D.C. Court Greenlights Climate Greenwashing Case
The Superior Court for the District of Columbia denied Tyson Food, Inc.’s efforts to avoid liability and allowed the case to move forward.
With Tyson Food, Inc. attempting to sell its meat to environmentally-conscious customers by making misleading climate claims, Environmental Working Group, represented by Earthjustice, FarmSTAND, Animal Legal Defense Fund, and Edelson PC, sued. This week, in a decisive ruling, the Superior Court for the District of Columbia denied Tyson’s efforts to avoid liability and allowed the case to move forward.
In the midst of the growing climate crisis, consumers are increasingly willing to pay more for climate-friendly foods. The growing awareness of food’s climate impact threatens industrial meat companies like Tyson, whose products are among the most climate-polluting choices for consumers.
In fact, the top five meat and dairy companies combined (including Tyson) produce more greenhouse gas emissions than ExxonMobil, BP, or Shell:
Tyson’s emissions alone are on par with entire industrialized nations, including Austria, Belgium, Greece, and New Zealand.
Despite the significant climate emissions Tyson produces at every stage of its production process, Tyson tries to capitalize on consumers’ shift to more sustainable food choices by marketing itself and its products as climate-friendly. However, our complaint alleges that Tyson is making these claims without making any significant changes to its operations. For years, it has repeatedly represented to consumers that it will be net-zero by 2050 and that it has a climate-smart beef program, all while not even knowing the full scope of its own emissions and investing only small amounts to reduce emissions.
We, along with partner organizations, decided to call Tyson’s bluff, challenging their sustainability claims as unlawful greenwashing under DC’s consumer protection law. Despite Tyson’s efforts to avoid liability and get this case dismissed, the DC Superior Court found that the facts we alleged in our complaint were sufficient for us to get into discovery and proceed on the merits.
As the court noted, the complaint set out “a fundamental mismatch between the allegedly minimal steps Tyson is taking and the actions that would be necessary to achieve its net-zero goal.” The Court noted that the “vast discrepancy” we alleged “between Tyson’s actions and its stated intentions parallels the facts” in an earlier case in which the court similarly denied Coca-Cola an out in a case challenging the company’s environmental stewardship claims.
The court further noted that “even if Tyson were reducing its beef emissions by 10 or 30 percent as advertised” in its climate smart beef program, “that would only constitute a drop in the bucket of environmental harm that Tyson is alleged to cause.”
Tyson also argued that it should not be sued in the District of Columbia, but the court rejected that claim. The court noted that the complaint asserts that “Tyson sells and distributes its products in brick-and-mortar stores throughout the city and maintains websites through which it markets its products directly to District consumers, demonstrating that Tyson has ‘purposefully avail[ed] itself of the privilege of conducting activities in the District.”
We look forward to proceeding with this case. Consumers have a right to make purchases that reflect their values, and they deserve correct and not-misleading information on which to base those choices.
Based in Washington, D.C., Carrie is the deputy managing attorney of the Sustainable Food & Farming Program.
Earthjustice’s Sustainable Food and Farming program aims to make our nation’s food system safer and more climate friendly.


Try it
Retrieve each line that contains the word "Luxembourg" from the entries below.
——————————
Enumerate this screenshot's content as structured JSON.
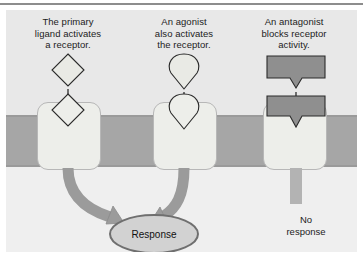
{
  "figure": {
    "title_rule": true,
    "background": "#ebebeb",
    "membrane_color": "#a6a6a6",
    "receptor_fill": "#edeeea",
    "ligand_fill": "#e9eae5",
    "antagonist_fill": "#8f8f8f",
    "arrow_color": "#9b9b9b",
    "response_oval_fill": "#d2d2d2"
  },
  "columns": [
    {
      "id": "primary-ligand",
      "caption_lines": [
        "The primary",
        "ligand activates",
        "a receptor."
      ],
      "ligand_shape": "diamond",
      "bound_shape": "diamond",
      "outcome": "response"
    },
    {
      "id": "agonist",
      "caption_lines": [
        "An agonist",
        "also activates",
        "the receptor."
      ],
      "ligand_shape": "teardrop",
      "bound_shape": "teardrop",
      "outcome": "response"
    },
    {
      "id": "antagonist",
      "caption_lines": [
        "An antagonist",
        "blocks receptor",
        "activity."
      ],
      "ligand_shape": "notched-block",
      "bound_shape": "notched-block",
      "outcome": "no-response"
    }
  ],
  "outcomes": {
    "response_label": "Response",
    "no_response_lines": [
      "No",
      "response"
    ]
  }
}
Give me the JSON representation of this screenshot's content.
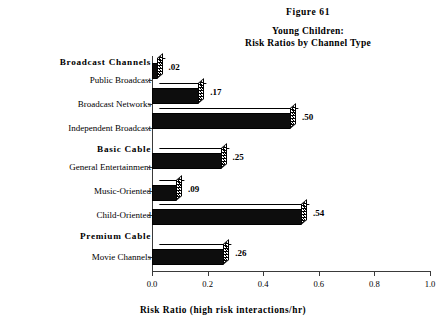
{
  "figure": {
    "number_label": "Figure 61",
    "title_line1": "Young Children:",
    "title_line2": "Risk Ratios by Channel Type"
  },
  "chart_data": {
    "type": "bar",
    "orientation": "horizontal",
    "title": "Young Children: Risk Ratios by Channel Type",
    "figure_label": "Figure 61",
    "xlabel": "Risk Ratio (high risk interactions/hr)",
    "ylabel": "",
    "xlim": [
      0.0,
      1.0
    ],
    "grid": false,
    "legend": null,
    "categories": [
      "Public Broadcast",
      "Broadcast Networks",
      "Independent Broadcast",
      "General Entertainment",
      "Music-Oriented",
      "Child-Oriented",
      "Movie Channels"
    ],
    "values": [
      0.02,
      0.17,
      0.5,
      0.25,
      0.09,
      0.54,
      0.26
    ],
    "value_labels": [
      ".02",
      ".17",
      ".50",
      ".25",
      ".09",
      ".54",
      ".26"
    ],
    "groups": [
      {
        "label": "Broadcast Channels",
        "categories": [
          "Public Broadcast",
          "Broadcast Networks",
          "Independent Broadcast"
        ]
      },
      {
        "label": "Basic  Cable",
        "categories": [
          "General Entertainment",
          "Music-Oriented",
          "Child-Oriented"
        ]
      },
      {
        "label": "Premium  Cable",
        "categories": [
          "Movie Channels"
        ]
      }
    ],
    "xticks": [
      0.0,
      0.2,
      0.4,
      0.6,
      0.8,
      1.0
    ],
    "xtick_labels": [
      "0.0",
      "0.2",
      "0.4",
      "0.6",
      "0.8",
      "1.0"
    ],
    "colors": {
      "bar_face": "#0d0d0d",
      "bar_top": "#ffffff",
      "axis": "#3a3a3a",
      "text": "#000000"
    }
  },
  "axis": {
    "x_title": "Risk Ratio (high risk interactions/hr)"
  },
  "rows": [
    {
      "kind": "group",
      "label": "Broadcast Channels",
      "top": 57,
      "bar": null
    },
    {
      "kind": "cat",
      "label": "Public Broadcast",
      "top": 75,
      "bar": {
        "value": 0.02,
        "text": ".02",
        "top": 2
      }
    },
    {
      "kind": "cat",
      "label": "Broadcast Networks",
      "top": 99,
      "bar": {
        "value": 0.17,
        "text": ".17",
        "top": 27
      }
    },
    {
      "kind": "cat",
      "label": "Independent Broadcast",
      "top": 123,
      "bar": {
        "value": 0.5,
        "text": ".50",
        "top": 52
      }
    },
    {
      "kind": "group",
      "label": "Basic  Cable",
      "top": 144,
      "bar": null
    },
    {
      "kind": "cat",
      "label": "General Entertainment",
      "top": 162,
      "bar": {
        "value": 0.25,
        "text": ".25",
        "top": 92
      }
    },
    {
      "kind": "cat",
      "label": "Music-Oriented",
      "top": 186,
      "bar": {
        "value": 0.09,
        "text": ".09",
        "top": 124
      }
    },
    {
      "kind": "cat",
      "label": "Child-Oriented",
      "top": 210,
      "bar": {
        "value": 0.54,
        "text": ".54",
        "top": 148
      }
    },
    {
      "kind": "group",
      "label": "Premium  Cable",
      "top": 231,
      "bar": null
    },
    {
      "kind": "cat",
      "label": "Movie Channels",
      "top": 252,
      "bar": {
        "value": 0.26,
        "text": ".26",
        "top": 188
      }
    }
  ]
}
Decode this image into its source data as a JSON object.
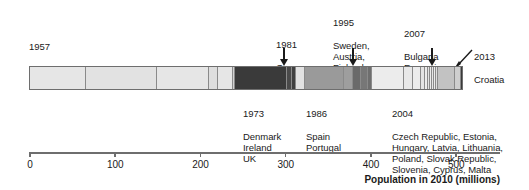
{
  "figure": {
    "axis_title": "Population in 2010 (millions)"
  },
  "annotations": [
    {
      "key": "a1957",
      "year": "1957",
      "countries": "France, West Germany, Italy,\nBelgium, Netherlands, Luxembourg",
      "position": "above-left"
    },
    {
      "key": "a1973",
      "year": "1973",
      "countries": "Denmark\nIreland\nUK",
      "position": "below"
    },
    {
      "key": "a1981",
      "year": "1981",
      "countries": "Greece",
      "position": "above"
    },
    {
      "key": "a1986",
      "year": "1986",
      "countries": "Spain\nPortugal",
      "position": "below"
    },
    {
      "key": "a1995",
      "year": "1995",
      "countries": "Sweden,\nAustria,\nFinland",
      "position": "above"
    },
    {
      "key": "a2004",
      "year": "2004",
      "countries": "Czech Republic, Estonia,\nHungary, Latvia, Lithuania,\nPoland, Slovak Republic,\nSlovenia, Cyprus, Malta",
      "position": "below"
    },
    {
      "key": "a2007",
      "year": "2007",
      "countries": "Bulgaria\nRomania",
      "position": "above"
    },
    {
      "key": "a2013",
      "year": "2013",
      "countries": "Croatia",
      "position": "above-right"
    }
  ],
  "chart_data": {
    "type": "bar",
    "orientation": "horizontal-stacked",
    "title": "",
    "xlabel": "Population in 2010 (millions)",
    "ylabel": "",
    "xlim": [
      0,
      570
    ],
    "grid": false,
    "legend": "none",
    "tick_labels": [
      "0",
      "100",
      "200",
      "300",
      "400",
      "500"
    ],
    "tick_values": [
      0,
      100,
      200,
      300,
      400,
      500
    ],
    "categories": [
      "France",
      "West Germany",
      "Italy",
      "Belgium",
      "Netherlands",
      "Luxembourg",
      "UK",
      "Denmark",
      "Ireland",
      "Greece",
      "Spain",
      "Portugal",
      "Sweden",
      "Austria",
      "Finland",
      "Poland",
      "Czech Republic",
      "Hungary",
      "Slovak Republic",
      "Lithuania",
      "Latvia",
      "Slovenia",
      "Estonia",
      "Cyprus",
      "Malta",
      "Romania",
      "Bulgaria",
      "Croatia"
    ],
    "values": [
      65,
      82,
      60,
      11,
      17,
      0.5,
      62,
      6,
      4.5,
      11,
      46,
      11,
      9,
      8,
      5,
      38,
      10,
      10,
      5,
      3,
      2,
      2,
      1.3,
      0.8,
      0.4,
      21,
      7,
      4
    ],
    "accession_groups": [
      {
        "year": 1957,
        "cumulative_end": 235
      },
      {
        "year": 1973,
        "cumulative_end": 308
      },
      {
        "year": 1981,
        "cumulative_end": 319
      },
      {
        "year": 1986,
        "cumulative_end": 376
      },
      {
        "year": 1995,
        "cumulative_end": 398
      },
      {
        "year": 2004,
        "cumulative_end": 472
      },
      {
        "year": 2007,
        "cumulative_end": 500
      },
      {
        "year": 2013,
        "cumulative_end": 504
      }
    ]
  },
  "segments": [
    {
      "width": 56,
      "shade": "#e6e6e6"
    },
    {
      "width": 71,
      "shade": "#e2e2e2"
    },
    {
      "width": 52,
      "shade": "#e6e6e6"
    },
    {
      "width": 9,
      "shade": "#dedede"
    },
    {
      "width": 15,
      "shade": "#e6e6e6"
    },
    {
      "width": 2,
      "shade": "#d2d2d2"
    },
    {
      "width": 52,
      "shade": "#3a3a3a"
    },
    {
      "width": 5,
      "shade": "#4a4a4a"
    },
    {
      "width": 4,
      "shade": "#404040"
    },
    {
      "width": 9,
      "shade": "#e2e2e2"
    },
    {
      "width": 39,
      "shade": "#9a9a9a"
    },
    {
      "width": 9,
      "shade": "#9e9e9e"
    },
    {
      "width": 8,
      "shade": "#6a6a6a"
    },
    {
      "width": 7,
      "shade": "#777777"
    },
    {
      "width": 4,
      "shade": "#6e6e6e"
    },
    {
      "width": 32,
      "shade": "#ececec"
    },
    {
      "width": 9,
      "shade": "#e8e8e8"
    },
    {
      "width": 8,
      "shade": "#ececec"
    },
    {
      "width": 4,
      "shade": "#e4e4e4"
    },
    {
      "width": 3,
      "shade": "#ececec"
    },
    {
      "width": 2,
      "shade": "#e2e2e2"
    },
    {
      "width": 2,
      "shade": "#ececec"
    },
    {
      "width": 2,
      "shade": "#e6e6e6"
    },
    {
      "width": 2,
      "shade": "#ececec"
    },
    {
      "width": 2,
      "shade": "#dedede"
    },
    {
      "width": 17,
      "shade": "#c2c2c2"
    },
    {
      "width": 6,
      "shade": "#cecece"
    },
    {
      "width": 4,
      "shade": "#3a3a3a"
    }
  ]
}
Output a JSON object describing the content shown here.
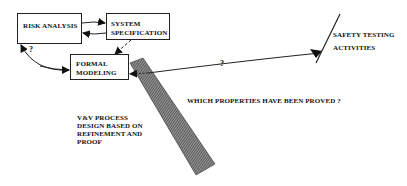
{
  "diagram": {
    "nodes": {
      "risk_analysis": {
        "label": "RISK ANALYSIS"
      },
      "system_specification": {
        "line1": "SYSTEM",
        "line2": "SPECIFICATION"
      },
      "formal_modeling": {
        "line1": "FORMAL",
        "line2": "MODELING"
      }
    },
    "safety_testing": {
      "line1": "SAFETY TESTING",
      "line2": "ACTIVITIES"
    },
    "vv_process": {
      "lines": [
        "V&V PROCESS",
        "DESIGN BASED ON",
        "REFINEMENT AND",
        "PROOF"
      ]
    },
    "question_label": "WHICH PROPERTIES HAVE BEEN PROVED ?",
    "edge_labels": {
      "risk_to_formal": "?",
      "safety_to_formal": "?"
    },
    "colors": {
      "stroke": "#222222",
      "hatch_dark": "#333333",
      "hatch_light": "#9a9a9a",
      "background": "#ffffff"
    }
  }
}
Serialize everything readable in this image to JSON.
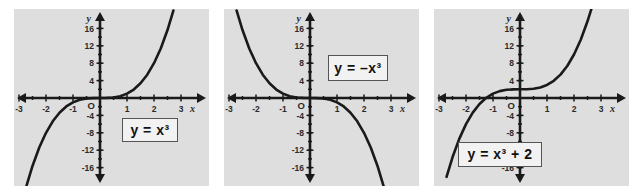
{
  "figure": {
    "background_color": "#ffffff",
    "panel_background_color": "#dedede",
    "ink_color": "#1a1a1a"
  },
  "chart_data": [
    {
      "type": "line",
      "title": "y = x^3",
      "equation_label": "y = x³",
      "equation_label_position": "lower-right",
      "xlabel": "x",
      "ylabel": "y",
      "xlim": [
        -3.3,
        3.3
      ],
      "ylim": [
        -19,
        19
      ],
      "xticks": [
        -3,
        -2,
        -1,
        1,
        2,
        3
      ],
      "xticklabels": [
        "-3",
        "-2",
        "-1",
        "1",
        "2",
        "3"
      ],
      "yticks": [
        -16,
        -12,
        -8,
        -4,
        4,
        8,
        12,
        16
      ],
      "yticklabels": [
        "-16",
        "-12",
        "-8",
        "-4",
        "4",
        "8",
        "12",
        "16"
      ],
      "origin_label": "O",
      "grid": false,
      "legend": false,
      "coefficient": 1,
      "offset": 0,
      "x": [
        -2.72,
        -2.5,
        -2.25,
        -2.0,
        -1.75,
        -1.5,
        -1.25,
        -1.0,
        -0.75,
        -0.5,
        -0.25,
        0,
        0.25,
        0.5,
        0.75,
        1.0,
        1.25,
        1.5,
        1.75,
        2.0,
        2.25,
        2.5,
        2.72
      ],
      "y": [
        -20.12,
        -15.63,
        -11.39,
        -8.0,
        -5.36,
        -3.38,
        -1.95,
        -1.0,
        -0.42,
        -0.13,
        -0.02,
        0,
        0.02,
        0.13,
        0.42,
        1.0,
        1.95,
        3.38,
        5.36,
        8.0,
        11.39,
        15.63,
        20.12
      ]
    },
    {
      "type": "line",
      "title": "y = -x^3",
      "equation_label": "y = –x³",
      "equation_label_position": "upper-right",
      "xlabel": "x",
      "ylabel": "y",
      "xlim": [
        -3.3,
        3.3
      ],
      "ylim": [
        -19,
        19
      ],
      "xticks": [
        -3,
        -2,
        -1,
        1,
        2,
        3
      ],
      "xticklabels": [
        "-3",
        "-2",
        "-1",
        "1",
        "2",
        "3"
      ],
      "yticks": [
        -16,
        -12,
        -8,
        -4,
        4,
        8,
        12,
        16
      ],
      "yticklabels": [
        "-16",
        "-12",
        "-8",
        "-4",
        "4",
        "8",
        "12",
        "16"
      ],
      "origin_label": "O",
      "grid": false,
      "legend": false,
      "coefficient": -1,
      "offset": 0,
      "x": [
        -2.72,
        -2.5,
        -2.25,
        -2.0,
        -1.75,
        -1.5,
        -1.25,
        -1.0,
        -0.75,
        -0.5,
        -0.25,
        0,
        0.25,
        0.5,
        0.75,
        1.0,
        1.25,
        1.5,
        1.75,
        2.0,
        2.25,
        2.5,
        2.72
      ],
      "y": [
        20.12,
        15.63,
        11.39,
        8.0,
        5.36,
        3.38,
        1.95,
        1.0,
        0.42,
        0.13,
        0.02,
        0,
        -0.02,
        -0.13,
        -0.42,
        -1.0,
        -1.95,
        -3.38,
        -5.36,
        -8.0,
        -11.39,
        -15.63,
        -20.12
      ]
    },
    {
      "type": "line",
      "title": "y = x^3 + 2",
      "equation_label": "y = x³ + 2",
      "equation_label_position": "lower-left",
      "xlabel": "x",
      "ylabel": "y",
      "xlim": [
        -3.3,
        3.3
      ],
      "ylim": [
        -19,
        19
      ],
      "xticks": [
        -3,
        -2,
        -1,
        1,
        2,
        3
      ],
      "xticklabels": [
        "-3",
        "-2",
        "-1",
        "1",
        "2",
        "3"
      ],
      "yticks": [
        -16,
        -12,
        -8,
        -4,
        4,
        8,
        12,
        16
      ],
      "yticklabels": [
        "-16",
        "-12",
        "-8",
        "-4",
        "4",
        "8",
        "12",
        "16"
      ],
      "origin_label": "O",
      "grid": false,
      "legend": false,
      "coefficient": 1,
      "offset": 2,
      "x": [
        -2.72,
        -2.5,
        -2.25,
        -2.0,
        -1.75,
        -1.5,
        -1.25,
        -1.0,
        -0.75,
        -0.5,
        -0.25,
        0,
        0.25,
        0.5,
        0.75,
        1.0,
        1.25,
        1.5,
        1.75,
        2.0,
        2.25,
        2.5,
        2.65
      ],
      "y": [
        -18.12,
        -13.63,
        -9.39,
        -6.0,
        -3.36,
        -1.38,
        0.05,
        1.0,
        1.58,
        1.88,
        1.98,
        2.0,
        2.02,
        2.13,
        2.42,
        3.0,
        3.95,
        5.38,
        7.36,
        10.0,
        13.39,
        17.63,
        20.6
      ]
    }
  ]
}
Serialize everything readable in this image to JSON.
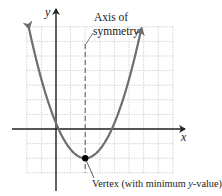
{
  "diagram": {
    "axes": {
      "x_label": "x",
      "y_label": "y"
    },
    "annotations": {
      "axis_of_symmetry_line1": "Axis of",
      "axis_of_symmetry_line2": "symmetry",
      "vertex_prefix": "Vertex (with minimum ",
      "vertex_var": "y",
      "vertex_suffix": "-value)"
    },
    "grid": {
      "x_min": -2,
      "x_max": 8,
      "y_min": -3,
      "y_max": 7,
      "unit_px": 14.6,
      "origin_px": [
        56,
        129
      ]
    },
    "parabola": {
      "a": 0.6,
      "h": 2,
      "k": -2,
      "x_from": -1.85,
      "x_to": 5.85,
      "opens": "up"
    },
    "vertex": {
      "x": 2,
      "y": -2
    },
    "axis_of_symmetry_x": 2,
    "colors": {
      "curve": "#6e6e6e",
      "axes": "#222222",
      "grid": "#b5b5b5",
      "vertex": "#000000",
      "dashed": "#555555"
    }
  }
}
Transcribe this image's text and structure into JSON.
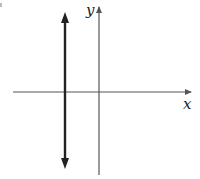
{
  "diagram": {
    "axes": {
      "x_label": "x",
      "y_label": "y"
    },
    "line": {
      "type": "vertical",
      "position": "negative x",
      "arrows": "both-ends"
    },
    "colors": {
      "axis": "#555555",
      "line": "#222222",
      "background": "#ffffff"
    }
  }
}
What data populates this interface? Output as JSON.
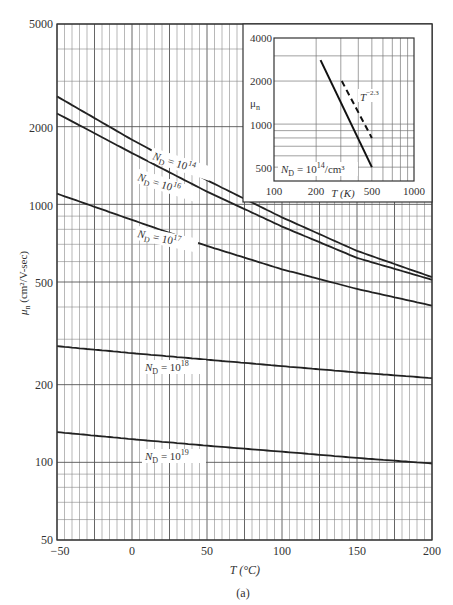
{
  "chart_data": [
    {
      "type": "line",
      "title": "",
      "xlabel": "T (°C)",
      "ylabel": "μn (cm²/V-sec)",
      "xscale": "linear",
      "yscale": "log",
      "xlim": [
        -50,
        200
      ],
      "ylim": [
        50,
        5000
      ],
      "xticks": [
        -50,
        0,
        50,
        100,
        150,
        200
      ],
      "yticks": [
        50,
        100,
        200,
        500,
        1000,
        2000,
        5000
      ],
      "grid": true,
      "caption": "(a)",
      "x": [
        -50,
        0,
        50,
        100,
        150,
        200
      ],
      "series": [
        {
          "name": "ND = 10^14",
          "values": [
            2620,
            1780,
            1240,
            890,
            660,
            522
          ]
        },
        {
          "name": "ND = 10^16",
          "values": [
            2250,
            1580,
            1120,
            820,
            620,
            510
          ]
        },
        {
          "name": "ND = 10^17",
          "values": [
            1100,
            870,
            690,
            560,
            470,
            405
          ]
        },
        {
          "name": "ND = 10^18",
          "values": [
            282,
            265,
            250,
            236,
            223,
            212
          ]
        },
        {
          "name": "ND = 10^19",
          "values": [
            131,
            123,
            116,
            110,
            104,
            99
          ]
        }
      ]
    },
    {
      "type": "line",
      "title": "inset",
      "xlabel": "T (K)",
      "ylabel": "μn",
      "xscale": "log",
      "yscale": "log",
      "xlim": [
        100,
        1000
      ],
      "ylim": [
        400,
        4000
      ],
      "xticks": [
        100,
        200,
        500,
        1000
      ],
      "yticks": [
        500,
        1000,
        2000,
        4000
      ],
      "grid": true,
      "annotation": "ND = 10^14/cm^3",
      "series": [
        {
          "name": "ND = 10^14/cm^3 (measured)",
          "style": "solid",
          "x": [
            215,
            500
          ],
          "values": [
            2800,
            500
          ]
        },
        {
          "name": "T^-2.3",
          "style": "dashed",
          "x": [
            305,
            500
          ],
          "values": [
            2000,
            800
          ]
        }
      ]
    }
  ],
  "labels": {
    "y_ticks": [
      "5000",
      "2000",
      "1000",
      "500",
      "200",
      "100",
      "50"
    ],
    "x_ticks": [
      "−50",
      "0",
      "50",
      "100",
      "150",
      "200"
    ],
    "x_axis": "T (°C)",
    "y_axis_mu": "μ",
    "y_axis_sub": "n",
    "y_axis_units": " (cm²/V-sec)",
    "caption": "(a)",
    "curves": [
      {
        "prefix": "N",
        "sub": "D",
        "eq": " = 10",
        "exp": "14"
      },
      {
        "prefix": "N",
        "sub": "D",
        "eq": " = 10",
        "exp": "16"
      },
      {
        "prefix": "N",
        "sub": "D",
        "eq": " = 10",
        "exp": "17"
      },
      {
        "prefix": "N",
        "sub": "D",
        "eq": " = 10",
        "exp": "18"
      },
      {
        "prefix": "N",
        "sub": "D",
        "eq": " = 10",
        "exp": "19"
      }
    ],
    "inset": {
      "y_ticks": [
        "4000",
        "2000",
        "1000",
        "500"
      ],
      "x_ticks": [
        "100",
        "200",
        "500",
        "1000"
      ],
      "y_axis_mu": "μ",
      "y_axis_sub": "n",
      "x_axis": "T (K)",
      "power_base": "T",
      "power_exp": "−2.3",
      "nd_prefix": "N",
      "nd_sub": "D",
      "nd_eq": " = 10",
      "nd_exp": "14",
      "nd_units": "/cm³"
    }
  }
}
——————————
Answer to this task
      "countries": "France, West Germany, Italy,\nBelgium, Netherlands, Luxembourg",
      "Luxembourg",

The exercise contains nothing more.